11 The "Art, Race, Space" website includes archives of the symposium, resources, and curriculum materials: http://liberalarts.iupui.edu/artracespace/, accessed February 14, 2013. On the basis of similar events at IUPUI, we had initially been prepared for fewer than 100 people to register for the symposium. On January 24, 2013, the day before the symposium, 200 people had registered online. We estimate that about 160 people actually attended, despite the snowy weather.

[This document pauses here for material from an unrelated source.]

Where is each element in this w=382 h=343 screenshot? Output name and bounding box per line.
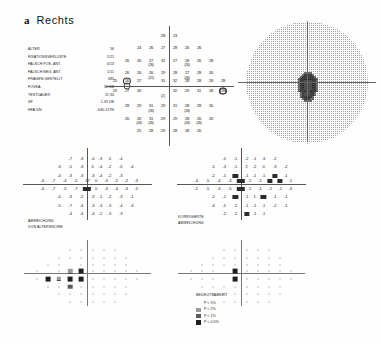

12 Amos Brown consistently covered the developments of E Pluribus Unum. For examples from his radio show Afternoons with Amos, listen to "Amos Interviews Fred Wilson, Designer of Cultural Trail 'Slave' Statue," October 20, 2010, http://praiseindy.com/434401/audio-amos-interviews-fred-wilson-designer-of-cultural-trail-slave-statue/; "Controversial Statue Project Gets $50K Joyce Awards Grant," January 26, 2011, http://praiseindy.com/1109161/controversial-statue-project-gets-50k-joyce-awards-grant/; "'Slave Statue' Project Stopped; Community Input Sought for Public Art," December 13, 2011, http://praiseindy.com/1566031/slave-statue-project-stopped-community-input-sought-for-public-art/.

13 For representative scholarship of these scholars, see Mullins (2011) and Pierce (2005) .

14 For representative work of these scholars, see Ater (2011), Cooks (2011), and Doss (2010).

15 We estimate that 330 tweets were exchanged using the #ArtRaceSpace hashtag.

16 E-mail message from Maggie Schmidt to Modupe Labode, February 11, 2013.

17 E-mail message from Dolly Hayde to Modupe Labode, February 12, 2013.

18 E-mail message from Maggie Schmidt to Modupe Labode, February 11, 2013.